Totally decentralized and very simple. I implemented a simple nginx POST logging format in the config to receive on my static site. And HTML forms on my static site can send. http://superkuh.com/blog/2019-12-11-3.html
Why not use git for social networking ;)
As the source is available, other clients can easily parse the data so that content can be made available beyond the browser, such as text-only clients, indexing and discovery networks and custom readers. I've built a prototype terminal client to test this out.
Now that the editor is working, my plans are to add public follow/block/like lists to sites to add a lightweight social layer and to build an open indexer framework for content discovery.
It's not trying to be another social network protocol. It's first and foremost a publishing platform, designed to be as easy to use as something like Medium while still being simple, open and portable.
I'd really appreciate any feedback: https://www.sparktype.org.
Question about this:
“Threads are positioned in the timeline by the original post’s created_at; replies within a thread are sorted by their own created_at ascending.”
Does this mean, I, as the person replying to the post can manipulate my reply time to say, 3 minutes before person X’s reply?
If so, I can imagine a few adversarial ways of (ab)using this.
I understand this is more for friend groups, just curious if my understanding is correct.
I think it needs to not have a dependence on github. This is a microsoft thing, and at best it means this will become another way for a corporation to make money from people.
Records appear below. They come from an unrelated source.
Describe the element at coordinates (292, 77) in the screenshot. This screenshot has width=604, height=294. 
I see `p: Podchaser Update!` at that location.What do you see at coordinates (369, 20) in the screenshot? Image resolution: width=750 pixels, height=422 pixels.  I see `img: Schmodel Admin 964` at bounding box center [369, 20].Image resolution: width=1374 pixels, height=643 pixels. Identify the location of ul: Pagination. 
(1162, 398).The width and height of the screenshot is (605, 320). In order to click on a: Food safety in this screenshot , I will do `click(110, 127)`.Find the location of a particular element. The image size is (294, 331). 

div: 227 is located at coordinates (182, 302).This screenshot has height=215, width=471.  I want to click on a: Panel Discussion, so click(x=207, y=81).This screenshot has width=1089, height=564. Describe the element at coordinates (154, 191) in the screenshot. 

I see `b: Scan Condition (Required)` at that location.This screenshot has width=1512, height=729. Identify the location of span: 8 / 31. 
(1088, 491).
Speaking of money, it needs to be paid for. (The github part is free from Microsloth and so is NOT free). So how do you pay for this? Micropayments.
So we need a system of micropayments. Then we need it to provide a way to help people economically. These are not barriers, because this is hacker news, instead this is an accurate understanding of more of the problem.
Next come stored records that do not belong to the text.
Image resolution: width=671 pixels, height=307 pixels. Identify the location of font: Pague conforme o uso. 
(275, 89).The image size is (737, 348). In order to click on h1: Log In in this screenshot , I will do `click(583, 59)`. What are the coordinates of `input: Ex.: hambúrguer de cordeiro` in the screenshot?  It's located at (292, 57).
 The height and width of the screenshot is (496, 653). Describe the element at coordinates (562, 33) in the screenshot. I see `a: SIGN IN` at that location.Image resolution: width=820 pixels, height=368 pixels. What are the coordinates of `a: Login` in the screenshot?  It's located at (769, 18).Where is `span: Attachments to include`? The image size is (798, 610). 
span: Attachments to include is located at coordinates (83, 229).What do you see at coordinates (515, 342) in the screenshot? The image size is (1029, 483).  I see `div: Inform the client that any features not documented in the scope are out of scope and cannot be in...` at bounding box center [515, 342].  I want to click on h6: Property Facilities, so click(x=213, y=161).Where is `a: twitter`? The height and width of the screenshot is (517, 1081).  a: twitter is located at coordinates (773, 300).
People keep talking about a collaborative internet without using the term. But to be clear we are talking about a fundamentally different kind of internet. That we can build.
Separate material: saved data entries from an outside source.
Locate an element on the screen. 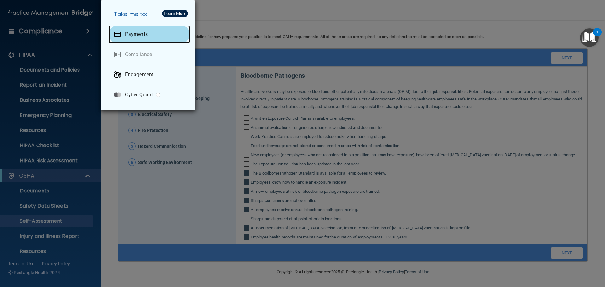 The width and height of the screenshot is (605, 287). button: Learn More is located at coordinates (175, 14). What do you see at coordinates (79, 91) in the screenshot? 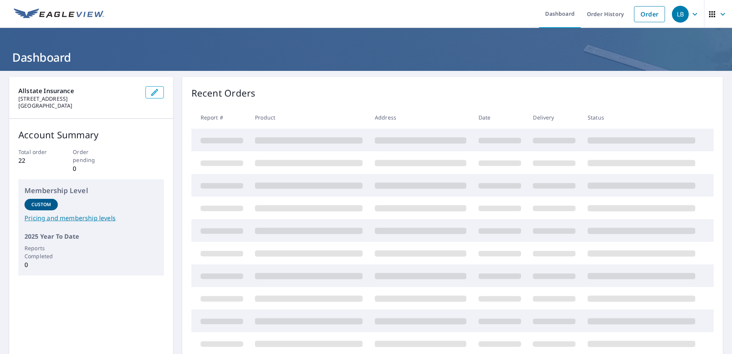
I see `p: Allstate Insurance` at bounding box center [79, 91].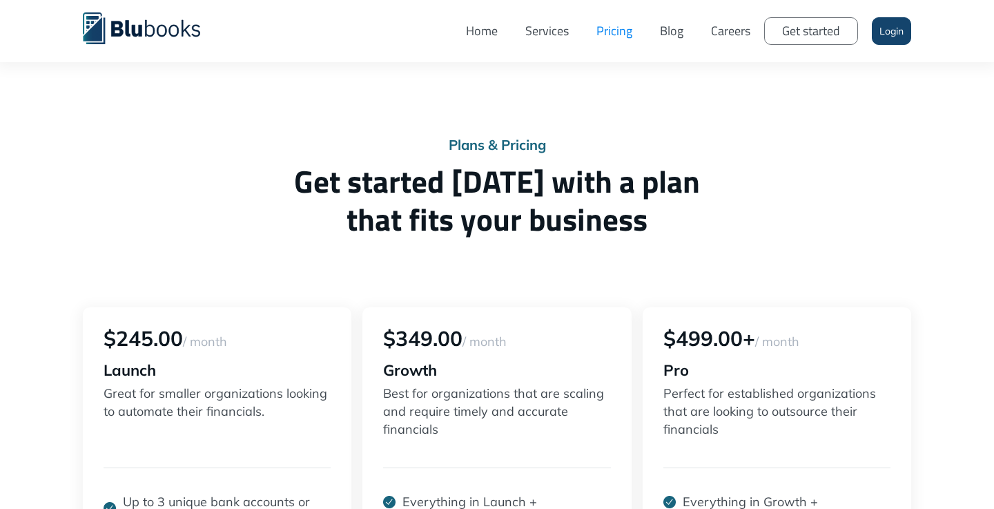 The width and height of the screenshot is (994, 509). Describe the element at coordinates (217, 412) in the screenshot. I see `p: Great for smaller organizations looking to automate their financials.` at that location. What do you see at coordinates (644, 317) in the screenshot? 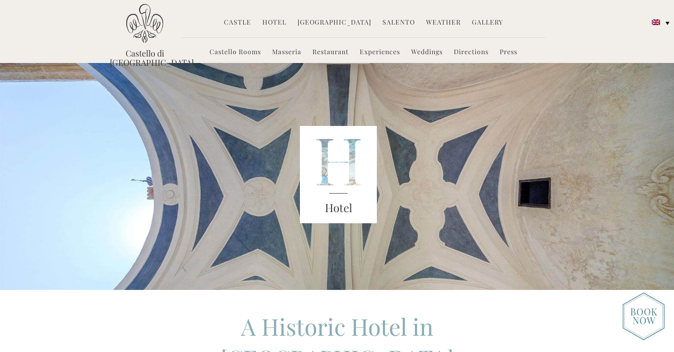
I see `img: new-booknow.png` at bounding box center [644, 317].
I'd imagine that similarly to TWTXT, this suffers from the same accessibility and barrier of entry issues. It's one thing when all you have to do is type text in a textbox and click "Submit", but it's a whole thing entirely when you have to screw around with updating your website to do anything.
I'd be keen to revisit those ideas and see if they can take shape in another form.
MIT licensed if anyone's interested: https://github.com/yakkomajuri/recess
That's dead on arrival. The domain name system is one of the core reasons why everything has become so centralized in the first place. If one wants to fix anything wrong with the Internet, finding a better way to naming things should be the first step.
If authors want this to take off they need to work on user experience, particularly for non-technical users. Otherwise it might at best become some tech niche that will eventually die.
then allow people to blog/post in a standardized format using rss. any other site can then subscribe to that site.
A lot of decentralized/local-first social projects improve the protocol story, but the UX is still "please think about keys, storage, sync, exports, and trust boundaries yourself." That's fine for hackers, not for most users.
Something Claude Code-like, but local-first and protocol-aware, could make this much more approachable. The user says "post this to close friends" and the local agent handles signing, encryption, storage, syncing, and recovery.
That doesn't solve discovery, spam, or network effects, but it might solve a lot of the usability problem.